In my experience, this is one of the biggest challenges for developers involved in product design, expressed succinctly there.

And to try to step out of this is why it's so important to have product owners/managers who are NOT technical staff, and who technical staff doesn't unduly influence. When you've invested your time and energy in building a hammer, you really want to figure out how to treat anything as a nail.

1 comments

> When you've invested your time and energy in building a hammer, you really want to figure out how to treat anything as a nail.

And to be fair, this is reasonable, right up until it isn't. When every tool costs onboarding and maintenance effort, it makes sense to leverage as few tools as possible to the greatest effect - but much as "everything should be made as simple as possible, but not simpler", you want the fewest tools that will do the job well, but sometimes that is N+1, and a new tool will pay for itself.

Absolutely.

But it's really hard to tell when it is and isn't reasonable, when it comes to UX.

I find that the only thing you can do is try to have peopel who aren't developers and don't even know what's "easy to build incrementally on top of the existing stack" determining the appropriate UX for the customer/market/business need.

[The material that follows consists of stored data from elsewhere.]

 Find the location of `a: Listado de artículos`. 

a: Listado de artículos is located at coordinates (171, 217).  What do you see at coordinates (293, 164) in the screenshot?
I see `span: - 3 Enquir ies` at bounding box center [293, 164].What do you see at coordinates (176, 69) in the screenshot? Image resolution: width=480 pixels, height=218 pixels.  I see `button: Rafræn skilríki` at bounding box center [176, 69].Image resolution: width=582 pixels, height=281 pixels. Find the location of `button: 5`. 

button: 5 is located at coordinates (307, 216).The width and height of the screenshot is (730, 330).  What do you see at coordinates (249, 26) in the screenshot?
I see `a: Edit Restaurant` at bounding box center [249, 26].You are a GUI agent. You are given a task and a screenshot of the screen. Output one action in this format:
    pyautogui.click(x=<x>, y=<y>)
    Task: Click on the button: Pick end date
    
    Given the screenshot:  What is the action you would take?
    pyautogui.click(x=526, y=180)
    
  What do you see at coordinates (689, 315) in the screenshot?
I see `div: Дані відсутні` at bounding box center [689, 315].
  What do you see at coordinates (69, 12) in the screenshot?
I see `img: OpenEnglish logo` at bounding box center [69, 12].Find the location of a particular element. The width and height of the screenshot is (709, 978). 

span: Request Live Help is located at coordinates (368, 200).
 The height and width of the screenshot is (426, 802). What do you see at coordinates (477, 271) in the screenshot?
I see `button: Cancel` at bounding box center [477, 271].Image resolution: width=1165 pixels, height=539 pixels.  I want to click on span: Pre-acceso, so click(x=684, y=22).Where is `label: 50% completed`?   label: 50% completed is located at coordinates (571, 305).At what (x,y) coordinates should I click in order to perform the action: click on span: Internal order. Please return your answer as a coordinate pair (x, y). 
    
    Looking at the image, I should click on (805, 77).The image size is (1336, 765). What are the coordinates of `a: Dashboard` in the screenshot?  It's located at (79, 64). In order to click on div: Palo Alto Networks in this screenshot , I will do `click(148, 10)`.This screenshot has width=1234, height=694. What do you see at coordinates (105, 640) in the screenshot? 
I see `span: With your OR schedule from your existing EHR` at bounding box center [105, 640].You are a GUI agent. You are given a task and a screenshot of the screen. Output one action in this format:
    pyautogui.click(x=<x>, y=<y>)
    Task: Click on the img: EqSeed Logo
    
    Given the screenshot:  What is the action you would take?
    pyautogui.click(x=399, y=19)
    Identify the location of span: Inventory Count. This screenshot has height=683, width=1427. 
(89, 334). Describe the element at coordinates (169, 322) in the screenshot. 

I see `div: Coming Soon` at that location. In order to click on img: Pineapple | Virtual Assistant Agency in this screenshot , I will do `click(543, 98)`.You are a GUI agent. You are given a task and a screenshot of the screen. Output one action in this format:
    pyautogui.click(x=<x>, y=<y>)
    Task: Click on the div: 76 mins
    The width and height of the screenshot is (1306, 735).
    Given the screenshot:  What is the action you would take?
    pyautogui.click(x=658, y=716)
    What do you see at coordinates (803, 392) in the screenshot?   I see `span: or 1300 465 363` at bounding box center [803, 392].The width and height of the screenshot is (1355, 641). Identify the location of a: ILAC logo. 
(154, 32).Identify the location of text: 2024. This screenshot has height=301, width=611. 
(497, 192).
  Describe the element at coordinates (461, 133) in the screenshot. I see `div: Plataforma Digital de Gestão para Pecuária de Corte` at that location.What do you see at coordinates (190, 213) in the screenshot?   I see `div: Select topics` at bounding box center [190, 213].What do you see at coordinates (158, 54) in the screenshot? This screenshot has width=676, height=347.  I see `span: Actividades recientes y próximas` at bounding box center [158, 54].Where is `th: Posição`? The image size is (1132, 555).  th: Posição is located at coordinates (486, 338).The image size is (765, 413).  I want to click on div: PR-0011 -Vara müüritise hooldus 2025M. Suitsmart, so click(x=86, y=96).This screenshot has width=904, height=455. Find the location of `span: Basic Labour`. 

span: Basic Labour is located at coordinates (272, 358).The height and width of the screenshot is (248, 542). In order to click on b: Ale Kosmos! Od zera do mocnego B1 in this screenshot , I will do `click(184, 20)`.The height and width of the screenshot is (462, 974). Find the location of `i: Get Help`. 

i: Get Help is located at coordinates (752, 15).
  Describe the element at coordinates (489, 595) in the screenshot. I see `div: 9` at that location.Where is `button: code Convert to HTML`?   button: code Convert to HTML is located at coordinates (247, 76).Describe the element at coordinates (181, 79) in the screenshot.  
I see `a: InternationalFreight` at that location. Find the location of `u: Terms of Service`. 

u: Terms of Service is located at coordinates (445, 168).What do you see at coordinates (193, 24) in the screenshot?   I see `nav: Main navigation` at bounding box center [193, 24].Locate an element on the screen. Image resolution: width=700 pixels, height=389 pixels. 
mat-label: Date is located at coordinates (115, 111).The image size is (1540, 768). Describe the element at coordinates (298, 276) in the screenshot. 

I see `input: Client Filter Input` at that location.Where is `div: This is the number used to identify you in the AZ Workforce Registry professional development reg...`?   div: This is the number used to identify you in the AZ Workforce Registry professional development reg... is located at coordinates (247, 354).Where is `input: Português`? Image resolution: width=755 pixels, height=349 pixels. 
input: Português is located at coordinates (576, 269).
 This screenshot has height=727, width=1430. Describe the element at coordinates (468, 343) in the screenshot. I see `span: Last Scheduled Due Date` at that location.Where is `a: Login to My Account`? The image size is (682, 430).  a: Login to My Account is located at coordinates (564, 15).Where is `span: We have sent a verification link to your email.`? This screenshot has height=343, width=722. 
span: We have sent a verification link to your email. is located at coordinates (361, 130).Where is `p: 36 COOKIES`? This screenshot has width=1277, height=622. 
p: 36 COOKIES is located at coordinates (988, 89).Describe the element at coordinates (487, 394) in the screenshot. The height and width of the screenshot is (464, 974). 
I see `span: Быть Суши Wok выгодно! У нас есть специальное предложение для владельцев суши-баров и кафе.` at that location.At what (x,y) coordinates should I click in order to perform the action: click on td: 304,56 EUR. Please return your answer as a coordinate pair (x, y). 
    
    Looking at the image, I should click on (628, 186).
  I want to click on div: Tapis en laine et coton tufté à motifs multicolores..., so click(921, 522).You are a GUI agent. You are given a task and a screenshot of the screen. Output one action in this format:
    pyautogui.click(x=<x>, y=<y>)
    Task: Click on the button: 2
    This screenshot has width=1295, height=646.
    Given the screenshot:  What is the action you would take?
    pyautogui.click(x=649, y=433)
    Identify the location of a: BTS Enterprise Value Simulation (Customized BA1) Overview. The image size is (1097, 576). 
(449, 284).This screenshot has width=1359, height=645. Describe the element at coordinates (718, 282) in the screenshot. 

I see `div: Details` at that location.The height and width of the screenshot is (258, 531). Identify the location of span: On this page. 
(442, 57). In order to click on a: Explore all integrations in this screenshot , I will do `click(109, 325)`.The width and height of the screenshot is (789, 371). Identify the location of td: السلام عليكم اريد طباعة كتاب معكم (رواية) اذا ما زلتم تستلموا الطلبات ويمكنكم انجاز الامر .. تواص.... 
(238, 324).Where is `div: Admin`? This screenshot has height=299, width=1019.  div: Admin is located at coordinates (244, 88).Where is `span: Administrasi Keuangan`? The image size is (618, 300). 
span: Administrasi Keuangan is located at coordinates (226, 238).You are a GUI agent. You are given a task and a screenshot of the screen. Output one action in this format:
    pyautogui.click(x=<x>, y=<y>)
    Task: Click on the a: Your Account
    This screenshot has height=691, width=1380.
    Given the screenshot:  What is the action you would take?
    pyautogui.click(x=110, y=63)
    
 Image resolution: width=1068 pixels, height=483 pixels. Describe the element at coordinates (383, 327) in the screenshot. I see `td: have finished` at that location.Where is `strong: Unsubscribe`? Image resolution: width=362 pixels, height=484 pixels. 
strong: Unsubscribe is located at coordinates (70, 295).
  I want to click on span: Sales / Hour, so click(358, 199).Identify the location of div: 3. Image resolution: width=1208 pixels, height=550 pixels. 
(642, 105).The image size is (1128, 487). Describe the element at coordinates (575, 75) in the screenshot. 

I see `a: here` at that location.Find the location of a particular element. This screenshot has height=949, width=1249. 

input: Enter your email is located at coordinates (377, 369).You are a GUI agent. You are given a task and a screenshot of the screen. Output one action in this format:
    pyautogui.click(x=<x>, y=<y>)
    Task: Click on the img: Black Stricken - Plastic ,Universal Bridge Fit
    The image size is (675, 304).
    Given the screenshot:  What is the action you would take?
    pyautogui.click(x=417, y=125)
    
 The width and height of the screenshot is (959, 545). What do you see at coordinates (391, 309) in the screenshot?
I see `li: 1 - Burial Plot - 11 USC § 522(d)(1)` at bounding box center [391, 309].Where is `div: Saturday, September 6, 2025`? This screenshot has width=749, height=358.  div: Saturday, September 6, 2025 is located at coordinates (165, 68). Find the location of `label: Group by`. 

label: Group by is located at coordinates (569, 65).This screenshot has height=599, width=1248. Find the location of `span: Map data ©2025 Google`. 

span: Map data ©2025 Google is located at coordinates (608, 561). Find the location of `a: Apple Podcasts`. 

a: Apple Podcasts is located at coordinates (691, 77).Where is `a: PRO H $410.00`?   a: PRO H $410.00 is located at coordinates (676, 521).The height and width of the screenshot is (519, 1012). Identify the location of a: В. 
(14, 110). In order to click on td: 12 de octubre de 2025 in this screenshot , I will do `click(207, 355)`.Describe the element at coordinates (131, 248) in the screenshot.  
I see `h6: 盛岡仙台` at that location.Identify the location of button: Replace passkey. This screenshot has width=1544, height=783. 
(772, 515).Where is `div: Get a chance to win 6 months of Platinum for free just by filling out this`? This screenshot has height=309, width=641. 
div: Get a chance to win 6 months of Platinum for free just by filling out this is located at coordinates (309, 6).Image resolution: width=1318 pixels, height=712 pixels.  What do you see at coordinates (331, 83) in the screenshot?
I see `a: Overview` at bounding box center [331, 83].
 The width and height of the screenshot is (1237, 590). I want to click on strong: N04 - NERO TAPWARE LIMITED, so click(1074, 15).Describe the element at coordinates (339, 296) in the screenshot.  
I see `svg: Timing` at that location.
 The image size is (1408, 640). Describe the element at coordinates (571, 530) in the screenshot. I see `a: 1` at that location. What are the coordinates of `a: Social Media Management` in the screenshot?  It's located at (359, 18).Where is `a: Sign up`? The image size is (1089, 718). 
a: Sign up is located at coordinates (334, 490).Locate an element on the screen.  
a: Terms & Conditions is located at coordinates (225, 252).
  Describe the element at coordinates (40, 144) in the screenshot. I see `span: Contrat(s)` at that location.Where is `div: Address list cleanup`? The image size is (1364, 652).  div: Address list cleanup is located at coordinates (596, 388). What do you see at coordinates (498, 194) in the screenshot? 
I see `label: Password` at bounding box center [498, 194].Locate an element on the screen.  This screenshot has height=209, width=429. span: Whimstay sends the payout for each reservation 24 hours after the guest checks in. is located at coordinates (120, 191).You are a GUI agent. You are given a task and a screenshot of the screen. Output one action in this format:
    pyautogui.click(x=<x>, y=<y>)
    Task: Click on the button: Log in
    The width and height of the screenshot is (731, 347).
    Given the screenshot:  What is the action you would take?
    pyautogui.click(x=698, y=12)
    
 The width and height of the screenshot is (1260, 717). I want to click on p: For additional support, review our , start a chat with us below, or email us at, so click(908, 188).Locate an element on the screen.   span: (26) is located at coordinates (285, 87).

Then the developers can say "OK, but if we did it like THIS, it would be a lot cheaper to implement because we can incrementally add to what we've got", and the product manager/owner can push back "Eh, that's not going to meet the market need", "OK, but we can't afford it" -- it's a negotiation. But in my experience you really have to have someone who isn't a developer at all standing up for the user need, for anyone who will be involved in the implementation, no matter how smart and user-centered, it's just too tempting to decide that the thing that can be met with the incremental change to existing stack is "nearly as good" no matter what, when it's so much easier and more elegant under the hood.